Fire burned everything but passion for Santa Rosa Junior College student Gena Bernabe, 19.
Oct. 8 was another typical night at work for Bernabe, who served food while the fire raged on the little TV in the corner of Applebee’s. She had no idea that her life would change that night.
Driving home from work around midnight, she noticed the high winds and fiery illumination, but thought nothing of it. At home she went to bed like normal.
Two hours later she awoke to a commotion. “I could hear roaring winds and so many people in my neighborhood were screaming and screaming,” Bernabe said.
When Bernabe looked outside, she saw the flames—in her own backyard.
She sprang into action, grabbing miscellaneous items in a frantic flurry. She retrieved only her school bag and the contents of a full laundry hamper.
“I had no more time,” Bernabe said. “Everything around us was on fire, and it had only been five minutes since I had woken up.”
As Bernabe and her aunt climbed into the car to leave, they realized her uncle had not yet left. Panicked, her aunt sprinted back inside to rescue her husband, but told Bernabe to leave.
“I honestly thought that was the last time I was going to see them,” she said.
The firestorm raged in her rearview mirror as she left her neighborhood alone. Every house she passed had already encountered the fire, each home suffering various degrees of destruction.
“It looked like a fire tornado out there.
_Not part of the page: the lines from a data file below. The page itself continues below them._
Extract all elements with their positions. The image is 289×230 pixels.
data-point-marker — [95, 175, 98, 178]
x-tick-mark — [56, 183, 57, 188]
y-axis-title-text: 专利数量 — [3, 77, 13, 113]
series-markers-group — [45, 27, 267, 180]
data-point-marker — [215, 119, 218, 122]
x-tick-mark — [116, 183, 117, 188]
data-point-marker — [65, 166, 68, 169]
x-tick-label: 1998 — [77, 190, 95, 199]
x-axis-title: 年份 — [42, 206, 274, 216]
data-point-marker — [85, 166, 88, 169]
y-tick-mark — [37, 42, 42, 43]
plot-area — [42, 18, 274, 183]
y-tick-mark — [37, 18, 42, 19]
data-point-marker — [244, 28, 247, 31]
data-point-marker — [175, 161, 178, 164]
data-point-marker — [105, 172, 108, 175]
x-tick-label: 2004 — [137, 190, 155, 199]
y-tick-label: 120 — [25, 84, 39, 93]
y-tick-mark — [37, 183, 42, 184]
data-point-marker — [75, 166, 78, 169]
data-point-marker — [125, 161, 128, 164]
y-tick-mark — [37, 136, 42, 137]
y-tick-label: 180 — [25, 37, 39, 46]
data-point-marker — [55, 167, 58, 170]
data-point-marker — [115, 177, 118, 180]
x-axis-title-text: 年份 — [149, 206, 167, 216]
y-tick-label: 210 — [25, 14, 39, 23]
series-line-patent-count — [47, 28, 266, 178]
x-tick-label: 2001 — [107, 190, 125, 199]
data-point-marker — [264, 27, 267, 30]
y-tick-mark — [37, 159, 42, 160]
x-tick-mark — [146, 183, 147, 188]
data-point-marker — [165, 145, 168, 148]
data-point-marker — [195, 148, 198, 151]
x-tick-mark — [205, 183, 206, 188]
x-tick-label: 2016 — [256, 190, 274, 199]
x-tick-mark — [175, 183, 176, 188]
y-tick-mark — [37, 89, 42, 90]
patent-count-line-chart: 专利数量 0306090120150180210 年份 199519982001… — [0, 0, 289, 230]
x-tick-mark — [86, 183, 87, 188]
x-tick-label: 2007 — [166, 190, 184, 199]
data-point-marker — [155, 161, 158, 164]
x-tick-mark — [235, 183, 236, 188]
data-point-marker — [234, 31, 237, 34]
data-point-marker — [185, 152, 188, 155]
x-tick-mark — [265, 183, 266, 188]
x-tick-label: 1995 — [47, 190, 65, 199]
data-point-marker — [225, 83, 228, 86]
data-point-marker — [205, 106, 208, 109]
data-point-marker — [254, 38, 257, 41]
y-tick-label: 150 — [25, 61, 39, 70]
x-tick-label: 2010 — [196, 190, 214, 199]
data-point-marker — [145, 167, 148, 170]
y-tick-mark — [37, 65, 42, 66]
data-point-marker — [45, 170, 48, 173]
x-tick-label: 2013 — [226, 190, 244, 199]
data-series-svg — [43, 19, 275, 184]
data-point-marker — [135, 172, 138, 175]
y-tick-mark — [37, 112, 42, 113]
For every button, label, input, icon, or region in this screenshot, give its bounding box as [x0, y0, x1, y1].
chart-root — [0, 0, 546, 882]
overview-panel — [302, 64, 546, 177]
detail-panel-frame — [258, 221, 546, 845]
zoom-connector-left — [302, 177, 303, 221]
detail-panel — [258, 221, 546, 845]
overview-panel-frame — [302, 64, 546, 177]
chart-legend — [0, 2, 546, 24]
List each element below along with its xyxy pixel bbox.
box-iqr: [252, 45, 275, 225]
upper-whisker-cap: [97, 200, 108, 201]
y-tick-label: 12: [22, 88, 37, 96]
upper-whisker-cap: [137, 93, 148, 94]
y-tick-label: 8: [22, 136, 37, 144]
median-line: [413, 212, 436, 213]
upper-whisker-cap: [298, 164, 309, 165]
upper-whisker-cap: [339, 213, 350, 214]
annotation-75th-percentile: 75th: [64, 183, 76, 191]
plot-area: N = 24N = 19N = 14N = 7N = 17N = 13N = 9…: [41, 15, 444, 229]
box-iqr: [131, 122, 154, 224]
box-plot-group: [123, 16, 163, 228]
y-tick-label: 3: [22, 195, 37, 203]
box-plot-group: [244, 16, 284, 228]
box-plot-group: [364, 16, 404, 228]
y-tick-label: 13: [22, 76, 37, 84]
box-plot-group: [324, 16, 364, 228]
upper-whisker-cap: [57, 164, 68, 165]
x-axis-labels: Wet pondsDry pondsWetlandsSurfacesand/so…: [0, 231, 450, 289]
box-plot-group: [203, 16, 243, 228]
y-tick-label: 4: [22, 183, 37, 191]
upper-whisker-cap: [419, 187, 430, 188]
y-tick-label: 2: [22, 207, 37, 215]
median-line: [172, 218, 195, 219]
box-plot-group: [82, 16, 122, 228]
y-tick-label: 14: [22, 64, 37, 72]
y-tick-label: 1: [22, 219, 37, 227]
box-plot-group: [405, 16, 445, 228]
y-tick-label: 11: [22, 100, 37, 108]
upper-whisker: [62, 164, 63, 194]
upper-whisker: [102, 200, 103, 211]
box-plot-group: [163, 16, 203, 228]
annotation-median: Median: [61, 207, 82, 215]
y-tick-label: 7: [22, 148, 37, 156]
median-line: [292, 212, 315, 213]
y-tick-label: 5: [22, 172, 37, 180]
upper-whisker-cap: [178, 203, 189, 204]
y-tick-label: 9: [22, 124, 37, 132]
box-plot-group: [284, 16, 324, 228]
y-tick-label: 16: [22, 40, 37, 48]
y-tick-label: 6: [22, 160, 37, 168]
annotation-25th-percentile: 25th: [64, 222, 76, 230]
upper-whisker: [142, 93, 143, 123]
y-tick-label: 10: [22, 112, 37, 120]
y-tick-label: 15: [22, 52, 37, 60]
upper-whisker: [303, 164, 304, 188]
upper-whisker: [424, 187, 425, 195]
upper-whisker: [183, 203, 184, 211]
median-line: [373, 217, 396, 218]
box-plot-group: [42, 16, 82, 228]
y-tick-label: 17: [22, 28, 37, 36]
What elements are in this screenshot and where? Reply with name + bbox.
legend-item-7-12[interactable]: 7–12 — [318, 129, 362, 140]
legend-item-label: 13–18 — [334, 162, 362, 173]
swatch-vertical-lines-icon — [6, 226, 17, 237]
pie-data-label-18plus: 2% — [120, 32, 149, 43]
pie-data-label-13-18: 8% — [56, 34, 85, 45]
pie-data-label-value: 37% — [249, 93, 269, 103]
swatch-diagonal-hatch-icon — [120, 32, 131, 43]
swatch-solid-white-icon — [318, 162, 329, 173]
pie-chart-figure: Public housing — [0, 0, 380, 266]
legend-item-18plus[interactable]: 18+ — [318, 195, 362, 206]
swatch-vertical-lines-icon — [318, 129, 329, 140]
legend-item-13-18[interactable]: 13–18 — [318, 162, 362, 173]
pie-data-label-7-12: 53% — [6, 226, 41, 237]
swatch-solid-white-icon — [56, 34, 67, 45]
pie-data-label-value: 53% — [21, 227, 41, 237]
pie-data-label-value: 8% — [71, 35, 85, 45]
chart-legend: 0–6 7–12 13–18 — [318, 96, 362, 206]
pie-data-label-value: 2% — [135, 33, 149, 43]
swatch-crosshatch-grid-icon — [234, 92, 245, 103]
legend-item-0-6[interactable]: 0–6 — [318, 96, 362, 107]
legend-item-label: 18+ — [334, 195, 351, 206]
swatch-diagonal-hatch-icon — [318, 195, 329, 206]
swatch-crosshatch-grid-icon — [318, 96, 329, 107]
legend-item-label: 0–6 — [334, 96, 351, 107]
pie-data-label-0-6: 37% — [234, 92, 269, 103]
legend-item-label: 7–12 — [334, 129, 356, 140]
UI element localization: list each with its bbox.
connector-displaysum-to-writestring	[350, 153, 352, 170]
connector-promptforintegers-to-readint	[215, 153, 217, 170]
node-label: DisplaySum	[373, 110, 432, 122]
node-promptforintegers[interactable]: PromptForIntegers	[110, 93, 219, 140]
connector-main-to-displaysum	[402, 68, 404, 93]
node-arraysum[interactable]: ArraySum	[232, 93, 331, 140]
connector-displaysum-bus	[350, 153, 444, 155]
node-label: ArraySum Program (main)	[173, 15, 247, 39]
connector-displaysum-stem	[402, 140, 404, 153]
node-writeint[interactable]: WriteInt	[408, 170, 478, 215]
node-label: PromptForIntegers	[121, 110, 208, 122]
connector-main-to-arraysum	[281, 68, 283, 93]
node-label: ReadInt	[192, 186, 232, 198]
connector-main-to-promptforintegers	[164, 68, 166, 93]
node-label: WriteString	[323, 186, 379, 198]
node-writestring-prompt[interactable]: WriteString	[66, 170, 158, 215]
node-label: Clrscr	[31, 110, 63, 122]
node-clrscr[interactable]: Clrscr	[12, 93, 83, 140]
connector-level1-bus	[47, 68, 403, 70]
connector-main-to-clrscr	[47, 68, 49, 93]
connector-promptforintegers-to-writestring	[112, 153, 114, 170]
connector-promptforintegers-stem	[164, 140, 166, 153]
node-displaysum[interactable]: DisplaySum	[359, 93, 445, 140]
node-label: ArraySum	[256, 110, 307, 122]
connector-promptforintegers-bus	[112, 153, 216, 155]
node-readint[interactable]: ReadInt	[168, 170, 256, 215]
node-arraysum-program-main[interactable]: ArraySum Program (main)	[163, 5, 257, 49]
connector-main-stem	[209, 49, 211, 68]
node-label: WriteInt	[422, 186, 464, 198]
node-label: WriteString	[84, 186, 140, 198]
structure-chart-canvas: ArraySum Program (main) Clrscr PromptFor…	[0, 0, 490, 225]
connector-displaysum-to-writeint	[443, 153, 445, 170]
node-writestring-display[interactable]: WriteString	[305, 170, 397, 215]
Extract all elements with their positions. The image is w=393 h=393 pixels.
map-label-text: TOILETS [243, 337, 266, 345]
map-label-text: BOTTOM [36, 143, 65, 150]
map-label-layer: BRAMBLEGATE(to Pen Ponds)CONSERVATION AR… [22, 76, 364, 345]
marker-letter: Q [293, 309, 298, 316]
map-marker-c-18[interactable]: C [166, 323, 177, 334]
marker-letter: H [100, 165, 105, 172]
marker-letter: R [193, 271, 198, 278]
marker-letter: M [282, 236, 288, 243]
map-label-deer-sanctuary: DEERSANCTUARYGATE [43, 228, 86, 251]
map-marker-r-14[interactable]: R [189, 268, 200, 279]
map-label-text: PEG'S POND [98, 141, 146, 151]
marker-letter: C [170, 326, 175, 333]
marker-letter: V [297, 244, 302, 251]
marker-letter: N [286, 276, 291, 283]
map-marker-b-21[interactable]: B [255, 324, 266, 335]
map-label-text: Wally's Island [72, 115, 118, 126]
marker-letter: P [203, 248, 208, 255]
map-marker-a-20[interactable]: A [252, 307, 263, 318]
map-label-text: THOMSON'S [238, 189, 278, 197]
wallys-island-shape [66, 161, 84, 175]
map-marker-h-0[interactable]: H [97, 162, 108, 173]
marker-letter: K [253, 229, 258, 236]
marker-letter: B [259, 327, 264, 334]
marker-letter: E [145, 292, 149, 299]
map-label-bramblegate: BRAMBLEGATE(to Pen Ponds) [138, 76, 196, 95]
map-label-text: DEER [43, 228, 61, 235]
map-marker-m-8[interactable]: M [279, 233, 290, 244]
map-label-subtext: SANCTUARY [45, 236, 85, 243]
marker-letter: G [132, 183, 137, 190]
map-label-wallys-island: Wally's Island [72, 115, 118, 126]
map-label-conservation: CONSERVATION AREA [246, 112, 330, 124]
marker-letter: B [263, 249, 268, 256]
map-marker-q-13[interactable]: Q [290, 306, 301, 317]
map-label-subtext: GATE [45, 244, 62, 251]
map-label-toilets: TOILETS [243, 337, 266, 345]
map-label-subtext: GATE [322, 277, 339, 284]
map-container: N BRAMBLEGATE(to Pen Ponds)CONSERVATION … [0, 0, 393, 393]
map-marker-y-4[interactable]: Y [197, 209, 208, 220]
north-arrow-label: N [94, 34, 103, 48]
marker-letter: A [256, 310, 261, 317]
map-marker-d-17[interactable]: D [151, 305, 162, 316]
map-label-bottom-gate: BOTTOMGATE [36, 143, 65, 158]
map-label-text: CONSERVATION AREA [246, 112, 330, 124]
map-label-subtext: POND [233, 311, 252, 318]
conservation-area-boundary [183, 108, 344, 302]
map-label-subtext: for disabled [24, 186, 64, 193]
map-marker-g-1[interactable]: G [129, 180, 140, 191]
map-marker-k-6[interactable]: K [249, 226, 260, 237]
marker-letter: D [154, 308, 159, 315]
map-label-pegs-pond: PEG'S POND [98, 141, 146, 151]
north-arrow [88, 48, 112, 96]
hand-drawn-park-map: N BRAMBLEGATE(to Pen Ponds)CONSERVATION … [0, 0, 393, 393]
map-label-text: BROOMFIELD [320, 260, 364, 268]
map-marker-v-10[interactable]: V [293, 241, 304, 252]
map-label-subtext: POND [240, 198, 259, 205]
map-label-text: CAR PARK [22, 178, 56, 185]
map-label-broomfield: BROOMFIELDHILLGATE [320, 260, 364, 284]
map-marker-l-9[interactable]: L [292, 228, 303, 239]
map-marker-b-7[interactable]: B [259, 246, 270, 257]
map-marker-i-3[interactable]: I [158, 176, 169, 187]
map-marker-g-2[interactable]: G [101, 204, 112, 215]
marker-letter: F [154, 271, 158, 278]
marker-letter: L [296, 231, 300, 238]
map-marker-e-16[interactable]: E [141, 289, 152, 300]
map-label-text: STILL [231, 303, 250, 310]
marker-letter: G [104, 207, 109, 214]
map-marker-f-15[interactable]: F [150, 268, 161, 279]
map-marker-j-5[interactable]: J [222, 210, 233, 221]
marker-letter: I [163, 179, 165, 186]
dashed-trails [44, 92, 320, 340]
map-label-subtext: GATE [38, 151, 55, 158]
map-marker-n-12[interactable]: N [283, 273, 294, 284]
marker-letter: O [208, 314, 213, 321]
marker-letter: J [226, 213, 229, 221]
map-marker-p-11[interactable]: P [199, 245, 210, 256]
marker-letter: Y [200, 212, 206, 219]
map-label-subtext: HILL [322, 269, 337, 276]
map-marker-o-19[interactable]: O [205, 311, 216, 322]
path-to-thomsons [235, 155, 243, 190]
Embers flying around in the wind looked more like small fireballs,” Bernabe said.
It was when she had left Coffey Park and was stuck in traffic that she began to panic.
“I was terrified. There were explosions almost every moment for several minutes and by the time I got to Barnes Road, I thought we were all going to die in our cars, or die trying to escape,” she said.
All she could do was sit in her car and hope that the traffic would move, and she would make it out alive. Both sides of the road were on fire and Bernabe decided to use her last resort. She called every contact in her phone, praying to reach someone, but had no such luck. The cell towers were down.
It was a matter of life or death, and at what felt like the last minute, the cars in front of her moved and Bernabe escaped for the final time. She drove until she couldn’t see fire.
“I wandered around alone in my car for a long time because we all ended up separated and in different towns,” she said.
She eventually met her aunt and uncle in the Dollar Tree parking lot on Sebastopol Road. The next day she moved into her boyfriend’s empty room at his parents’ house. The room is vacant while he’s away at Humboldt State University.
In the days that followed, Bernabe volunteered her time helping others affected by the fires. Compounding her troubles, she was in a car accident that wrecked her car.
“Right now, I just feel really scattered,” she said.
She plans on returning back to her neighborhood soon to see the full effect of the devastation.